Bank Sepah has targeted “equal distribution” of its financial resources in a bid to help boost growth and development in country, the bank’s CEO said on Saturday.
“Bank Sepah is more focused on deprived areas and the loans allocated to these regions have increased significantly compared with last year,” Kamel Taghavinejad said in a meeting in the province of Yazd.
“Eighty percent of the financial resources collected in a given region should be allocated as investment in the manufacturing sector in the same area,” he said, adding that the bank has recently increased investment in the oil industry. In addition, the bank has long been an active investor in iron ore industry. The significant contribution from the lender throughout the years, as Taghavinejad puts it, “has matured the industry leading to self-sufficiency of steel industry in raw materials.”
However, the heavy mine royalties of 25-30 percent has posed a serious threat to the future of iron ore companies, whose stakes are majorly held by the bank.
Sepah has now decided to sell some of its companies like Chadormalou and Golgohar and Omid Investment in the capital market under the relevant conditions and requirements.
This has nothing to do with the bank’s plans to reduce involvement in business activities, but the decision comes as a result of heavy mine royalties placed on the sector, which makes it economically unjustified, Taghavinejad explained.
Bank Sepah, the first Iranian bank, was founded in 1925 in Rasht, Gilan. The lender has now branches in Frankfurt, Paris and Rome as well as a subsidiary, Bank Sepah International plc, in London.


- **Prompt**: Transcribe the whole listing exactly; the images stay out.
○ ○ ○ ○
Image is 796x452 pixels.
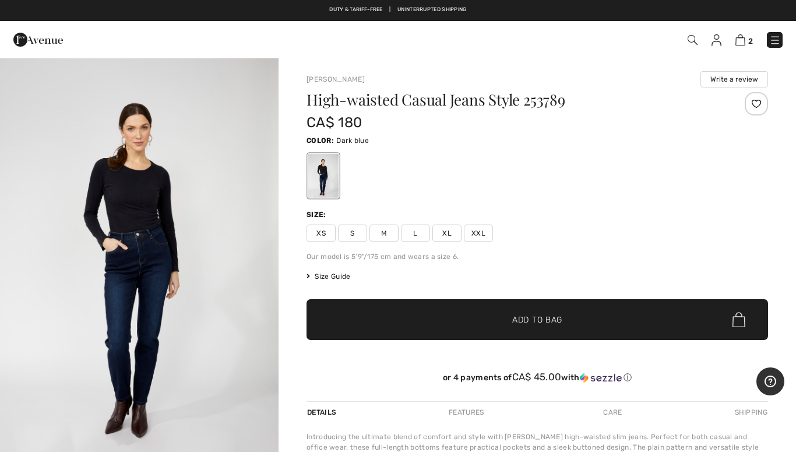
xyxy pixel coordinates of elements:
img: 1ère Avenue [13,28,63,51]
div: Our model is 5'9"/175 cm and wears a size 6. [306,251,768,262]
img: My Info [711,34,721,46]
button: Write a review [700,71,768,87]
span: S [338,224,367,242]
span: Dark blue [336,136,369,144]
img: Sezzle [580,372,622,383]
span: 2 [748,37,753,45]
img: Menu [769,34,781,46]
span: XL [432,224,461,242]
div: Shipping [732,401,768,422]
span: L [401,224,430,242]
a: 2 [735,33,753,47]
span: Size Guide [306,271,350,281]
img: Shopping Bag [735,34,745,45]
div: Size: [306,209,329,220]
a: 1ère Avenue [13,33,63,44]
span: CA$ 180 [306,114,362,131]
span: Color: [306,136,334,144]
iframe: Opens a widget where you can find more information [756,367,784,396]
div: or 4 payments of with [306,371,768,383]
div: or 4 payments ofCA$ 45.00withSezzle Click to learn more about Sezzle [306,371,768,387]
span: XS [306,224,336,242]
span: M [369,224,399,242]
span: Add to Bag [512,313,562,326]
div: Features [439,401,493,422]
img: Search [687,35,697,45]
img: Bag.svg [732,312,745,327]
span: XXL [464,224,493,242]
span: CA$ 45.00 [512,371,562,382]
div: Care [593,401,632,422]
div: Dark blue [308,154,338,198]
h1: High-waisted Casual Jeans Style 253789 [306,92,691,107]
button: Add to Bag [306,299,768,340]
a: [PERSON_NAME] [306,75,365,83]
div: Details [306,401,339,422]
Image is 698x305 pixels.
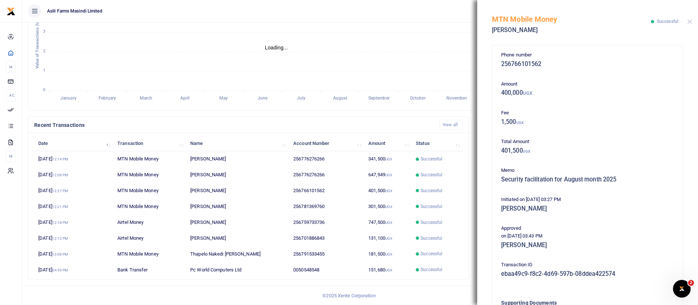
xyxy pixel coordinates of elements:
td: [PERSON_NAME] [186,151,289,167]
span: 2 [689,279,694,285]
td: Airtel Money [113,230,186,246]
td: [DATE] [34,214,113,230]
span: Successful [421,187,443,194]
td: 301,500 [365,198,412,214]
tspan: 0 [43,87,45,92]
li: Ac [6,89,16,101]
h5: ebaa49c9-f8c2-4d69-597b-08ddea422574 [501,270,675,277]
td: Bank Transfer [113,261,186,277]
td: [DATE] [34,261,113,277]
td: 181,500 [365,246,412,261]
small: 12:12 PM [52,236,68,240]
td: [DATE] [34,167,113,183]
a: View all [440,120,463,130]
small: 12:08 PM [52,173,68,177]
li: M [6,61,16,73]
small: UGX [523,149,531,153]
small: UGX [523,90,533,96]
th: Amount: activate to sort column ascending [365,135,412,151]
tspan: March [140,96,153,101]
th: Transaction: activate to sort column ascending [113,135,186,151]
a: logo-small logo-large logo-large [7,8,15,14]
iframe: Intercom live chat [673,279,691,297]
small: UGX [386,236,393,240]
small: 04:59 PM [52,268,68,272]
tspan: October [410,96,426,101]
span: Successful [421,171,443,178]
td: [PERSON_NAME] [186,183,289,198]
td: MTN Mobile Money [113,246,186,261]
small: UGX [386,157,393,161]
small: 12:27 PM [52,189,68,193]
button: Close [688,19,693,24]
td: 256791533455 [289,246,365,261]
td: 0050548548 [289,261,365,277]
td: 151,680 [365,261,412,277]
small: UGX [386,173,393,177]
tspan: August [333,96,348,101]
td: MTN Mobile Money [113,167,186,183]
text: Loading... [265,45,288,50]
tspan: January [60,96,77,101]
h5: [PERSON_NAME] [492,27,651,34]
tspan: June [258,96,268,101]
tspan: July [297,96,306,101]
span: Successful [421,250,443,257]
td: [PERSON_NAME] [186,198,289,214]
th: Account Number: activate to sort column ascending [289,135,365,151]
tspan: May [219,96,228,101]
th: Name: activate to sort column ascending [186,135,289,151]
small: UGX [386,268,393,272]
td: [PERSON_NAME] [186,167,289,183]
span: Successful [421,266,443,272]
td: 341,500 [365,151,412,167]
img: logo-small [7,7,15,16]
td: Thapelo Nakedi [PERSON_NAME] [186,246,289,261]
td: 256766101562 [289,183,365,198]
span: Successful [421,235,443,241]
td: 256776276266 [289,151,365,167]
td: [DATE] [34,183,113,198]
p: Memo [501,166,675,174]
td: 256781369760 [289,198,365,214]
span: Successful [421,155,443,162]
h5: MTN Mobile Money [492,15,651,24]
tspan: February [99,96,116,101]
td: [PERSON_NAME] [186,214,289,230]
h5: 256766101562 [501,60,675,68]
h4: Recent Transactions [34,121,434,129]
td: MTN Mobile Money [113,183,186,198]
td: 256776276266 [289,167,365,183]
small: UGX [386,252,393,256]
small: 12:21 PM [52,204,68,208]
td: 256701886843 [289,230,365,246]
td: 256759733736 [289,214,365,230]
p: Amount [501,80,675,88]
td: MTN Mobile Money [113,151,186,167]
th: Status: activate to sort column ascending [412,135,463,151]
h5: 401,500 [501,147,675,154]
p: Fee [501,109,675,117]
tspan: 2 [43,49,45,53]
p: Phone number [501,51,675,59]
tspan: September [369,96,390,101]
p: Total Amount [501,138,675,145]
tspan: 3 [43,29,45,34]
td: [DATE] [34,246,113,261]
span: Successful [421,219,443,225]
p: on [DATE] 03:43 PM [501,232,675,240]
h5: 400,000 [501,89,675,96]
td: 131,100 [365,230,412,246]
small: 12:14 PM [52,157,68,161]
text: Value of Transactions (UGX ) [35,14,40,69]
p: Transaction ID [501,261,675,268]
td: [DATE] [34,151,113,167]
small: UGX [386,204,393,208]
p: Approved [501,224,675,232]
span: Successful [657,19,679,24]
td: 401,500 [365,183,412,198]
p: Initiated on [DATE] 03:27 PM [501,196,675,203]
h5: Security facilitation for August month 2025 [501,176,675,183]
td: MTN Mobile Money [113,198,186,214]
li: M [6,150,16,162]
○ ○ ○ ○
- **Task output**:
Image is 796x452 pixels.
xyxy pixel coordinates of elements:
img: 1ère Avenue [13,28,63,51]
div: Our model is 5'9"/175 cm and wears a size 6. [306,251,768,262]
img: My Info [711,34,721,46]
button: Write a review [700,71,768,87]
span: S [338,224,367,242]
span: Dark blue [336,136,369,144]
img: Sezzle [580,372,622,383]
span: 2 [748,37,753,45]
img: Menu [769,34,781,46]
span: XL [432,224,461,242]
div: Shipping [732,401,768,422]
span: L [401,224,430,242]
a: 2 [735,33,753,47]
span: Size Guide [306,271,350,281]
img: Shopping Bag [735,34,745,45]
div: Size: [306,209,329,220]
a: 1ère Avenue [13,33,63,44]
span: CA$ 180 [306,114,362,131]
span: Color: [306,136,334,144]
iframe: Opens a widget where you can find more information [756,367,784,396]
div: or 4 payments of with [306,371,768,383]
div: or 4 payments ofCA$ 45.00withSezzle Click to learn more about Sezzle [306,371,768,387]
span: XS [306,224,336,242]
span: M [369,224,399,242]
span: Add to Bag [512,313,562,326]
div: Features [439,401,493,422]
img: Search [687,35,697,45]
img: Bag.svg [732,312,745,327]
span: XXL [464,224,493,242]
span: CA$ 45.00 [512,371,562,382]
div: Care [593,401,632,422]
div: Dark blue [308,154,338,198]
h1: High-waisted Casual Jeans Style 253789 [306,92,691,107]
button: Add to Bag [306,299,768,340]
a: [PERSON_NAME] [306,75,365,83]
div: Details [306,401,339,422]
Image is 698x305 pixels.
xyxy pixel coordinates of elements:
td: [PERSON_NAME] [186,151,289,167]
span: 2 [689,279,694,285]
td: Airtel Money [113,230,186,246]
td: [DATE] [34,214,113,230]
span: Successful [421,187,443,194]
td: 301,500 [365,198,412,214]
tspan: 0 [43,87,45,92]
li: Ac [6,89,16,101]
h5: ebaa49c9-f8c2-4d69-597b-08ddea422574 [501,270,675,277]
td: Bank Transfer [113,261,186,277]
td: [DATE] [34,261,113,277]
td: 181,500 [365,246,412,261]
small: 12:12 PM [52,236,68,240]
td: [DATE] [34,167,113,183]
a: View all [440,120,463,130]
small: 12:08 PM [52,173,68,177]
li: M [6,61,16,73]
small: UGX [523,149,531,153]
small: UGX [523,90,533,96]
th: Amount: activate to sort column ascending [365,135,412,151]
tspan: March [140,96,153,101]
th: Transaction: activate to sort column ascending [113,135,186,151]
a: logo-small logo-large logo-large [7,8,15,14]
iframe: Intercom live chat [673,279,691,297]
small: UGX [386,236,393,240]
small: 04:59 PM [52,268,68,272]
tspan: October [410,96,426,101]
span: Successful [421,171,443,178]
td: [PERSON_NAME] [186,183,289,198]
td: MTN Mobile Money [113,246,186,261]
small: UGX [386,157,393,161]
small: 12:27 PM [52,189,68,193]
button: Close [688,19,693,24]
td: 256791533455 [289,246,365,261]
td: 0050548548 [289,261,365,277]
td: 151,680 [365,261,412,277]
small: UGX [386,173,393,177]
tspan: August [333,96,348,101]
td: MTN Mobile Money [113,167,186,183]
text: Loading... [265,45,288,50]
tspan: January [60,96,77,101]
h5: [PERSON_NAME] [492,27,651,34]
tspan: June [258,96,268,101]
tspan: July [297,96,306,101]
span: Successful [421,250,443,257]
td: [PERSON_NAME] [186,198,289,214]
th: Account Number: activate to sort column ascending [289,135,365,151]
tspan: May [219,96,228,101]
th: Name: activate to sort column ascending [186,135,289,151]
small: UGX [386,268,393,272]
td: [PERSON_NAME] [186,167,289,183]
span: Successful [421,266,443,272]
td: 341,500 [365,151,412,167]
img: logo-small [7,7,15,16]
td: Thapelo Nakedi [PERSON_NAME] [186,246,289,261]
td: 256766101562 [289,183,365,198]
span: Successful [421,235,443,241]
td: 256776276266 [289,151,365,167]
td: [DATE] [34,183,113,198]
p: Memo [501,166,675,174]
td: 256781369760 [289,198,365,214]
span: Successful [421,155,443,162]
h5: MTN Mobile Money [492,15,651,24]
tspan: February [99,96,116,101]
td: [PERSON_NAME] [186,214,289,230]
h5: 256766101562 [501,60,675,68]
h4: Recent Transactions [34,121,434,129]
td: MTN Mobile Money [113,183,186,198]
td: 256776276266 [289,167,365,183]
small: UGX [386,252,393,256]
small: 12:21 PM [52,204,68,208]
td: 256701886843 [289,230,365,246]
td: 256759733736 [289,214,365,230]
p: Amount [501,80,675,88]
td: MTN Mobile Money [113,151,186,167]
th: Status: activate to sort column ascending [412,135,463,151]
h5: 401,500 [501,147,675,154]
p: Fee [501,109,675,117]
tspan: 2 [43,49,45,53]
p: Phone number [501,51,675,59]
tspan: September [369,96,390,101]
p: Total Amount [501,138,675,145]
tspan: 3 [43,29,45,34]
td: [DATE] [34,246,113,261]
span: Successful [421,219,443,225]
p: on [DATE] 03:43 PM [501,232,675,240]
h5: 400,000 [501,89,675,96]
td: 131,100 [365,230,412,246]
small: 12:14 PM [52,157,68,161]
text: Value of Transactions (UGX ) [35,14,40,69]
p: Transaction ID [501,261,675,268]
td: [DATE] [34,151,113,167]
small: UGX [386,204,393,208]
p: Approved [501,224,675,232]
span: Successful [657,19,679,24]
td: 401,500 [365,183,412,198]
p: Initiated on [DATE] 03:27 PM [501,196,675,203]
h5: Security facilitation for August month 2025 [501,176,675,183]
td: MTN Mobile Money [113,198,186,214]
li: M [6,150,16,162]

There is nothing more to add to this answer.